In Ukraine, with development of the private ownership of forests,new forms of NWFP governance might be implemented, such as inPoland (Bauer et al., 2004), where permission from the landowner mustbe obtained. Differentiation between approaches to regulate personaland commercial collection of plant-based NWFPs has also been dis-cussed in a number of countries (Bauer et al., 2004; Laird et al., 2010),including Russia. Regarding animal-based NWFPs, social and culturalvalues related to locals’ hunting practices must receive more attentionin legal documents and decision-making processes at multiple levels(e.g., Fischer et al., 2013), such as the cultural importance of huntingin Sweden (Sandström et al., 2011) or the supplementary importanceof hunting in African countries (Fischer et al., 2013; Ros-Tonen andKusters, 2011; Shackleton et al., 2011). European countries have dis-cussed more transparent permit mechanisms and local control of hunt-ing (Mustin et al., 2011). Thus, there is an urgent need for more researchon social innovations related to management, use, and governance ofplant- and animal-based NWFPs in diverse contexts.

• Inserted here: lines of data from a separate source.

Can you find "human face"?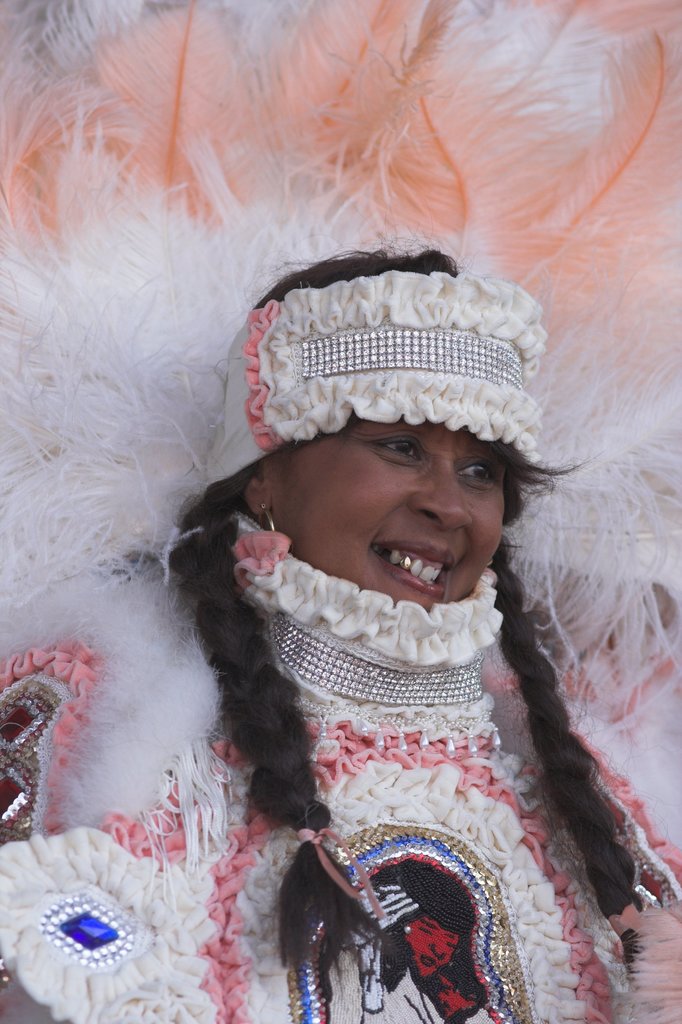
Yes, bounding box: (left=270, top=420, right=505, bottom=609).
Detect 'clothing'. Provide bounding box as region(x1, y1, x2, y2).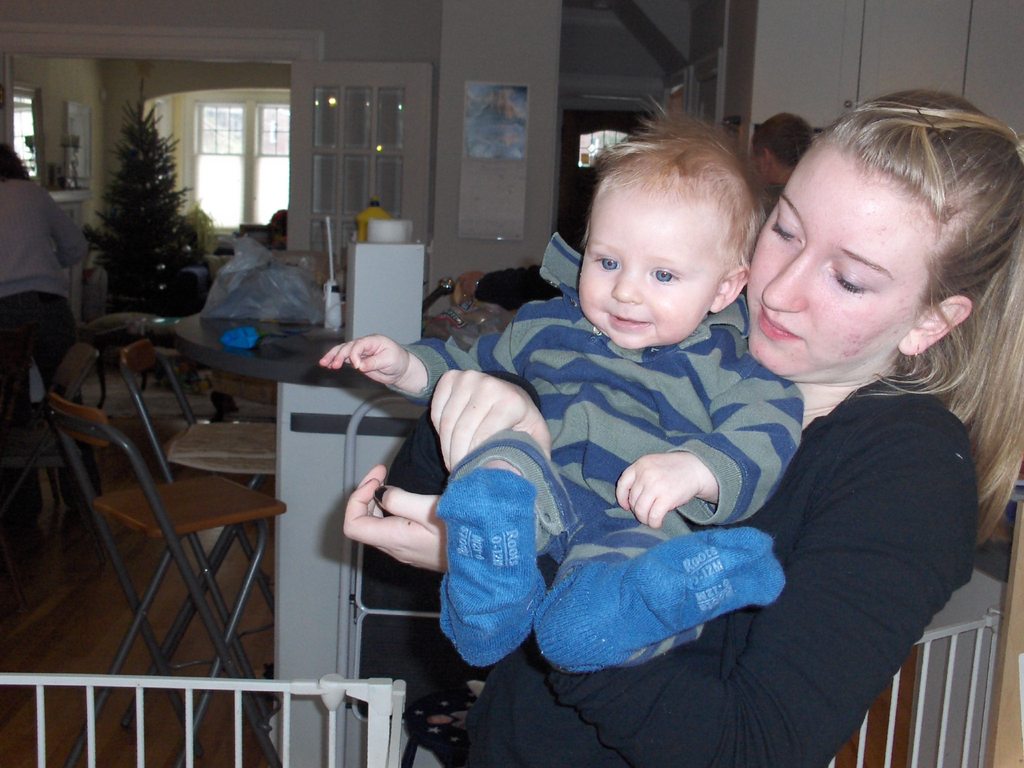
region(3, 178, 97, 529).
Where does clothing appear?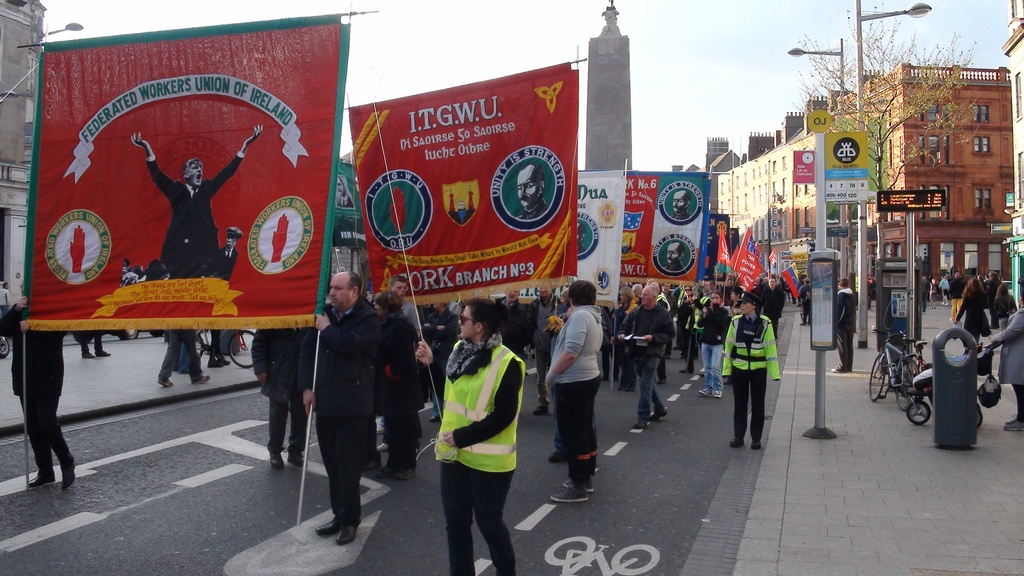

Thus, we argue that new governance arrangements can be estab-lished to empower local communities to find means to protect theirrights related to access to use, management, and trade of NWFPs. Chal-lenges in NWFPs governance may be overcome through stakeholderpartnerships with increasing involvement of private and civil sectorstakeholders, which is in line with the findings of Ros-Tonen and Kusters(2011). Landscape approach initiatives such as Model Forests and BRsmay be used to solve governance concerns regarding natural resourceuse and governance in general (Angelstam et al., 2019a; Axelsson et al.,2011; Elbakidze et al., 2013; Sayer et al., 2013), and for NWFPs in par-ticular. Sayer et al. (2013) and Angelstam et al. (2019b) highlightedthat one of the key principles of the landscape approach is equal en-gagement of all stakeholders in the decision-making process. Addition-ally, Hahn et al. (2008) showed that engaging local stakeholders in thedecision-making process can help achieve resilience in social-ecologicalsystems. Thus, empowering local forest-dependent communities in thedecision-making process supports the implementation of SFM policy, in-cluding governance of NWFPs as an integral component (Angelstam andElbakidze, 2017; Laird et al., 2010; Wynberg and Laird, 2007).

6. Conclusions

Governance of NWFPs is challenging because they include manysub-categories with economic, social, cultural, and ecological impor-tance for a diverse range of stakeholders. In times of societal crises,such as in countries in economic system transition, NWFPs providecritical support for rural livelihoods in forest-dependent communities.The legal frameworks related to NWFPs in Russia and Ukraine arecomplex, overlap, and are unclear and have a distinct difference be-tween the legal requirements related to access to plant- and animal-

based NWFPs. Governance challenges were observed related to the con-trol of animal-based NWFPs and the absence of law enforcement relatedto the sustainability of and access to plant-based NWFPs. We argue thatweak governance of NWFPs creates challenges to the sustainability ofthese resources. Governance of plant- and animal-based resources mustfulfil stakeholders’ demands in terms of access to and use and marketingof these resources to sustain the livelihoods of local residents. Landscapeapproach initiatives with place-based stakeholder collaboration that re-spects customary rights and considers local specific contexts should beused to prioritise polices and stakeholder involvement in the decision-making process related to plant- and animal- based NWFPs. Therefore,further research on the governance of NWFPs in the European contextis necessary.Acknowledgments We thank all stakeholders and localpeople in the case study areas in Russia and Ukraine for sharing theirknowledge on use and governance of NWFPs. Funding for this work wasprovided by the Swedish Ministry of Environment and research coun-cil FORMAS to Marine Elbakidze (grant number 2017-00826) and PerAngelstam (grant number 2011-1737, 2017: 1342). Thanks to YevgenijGlog for supporting the field study and to two anonymous referees whoprovided extremely valuable comments that helped to improve consid-erably the article.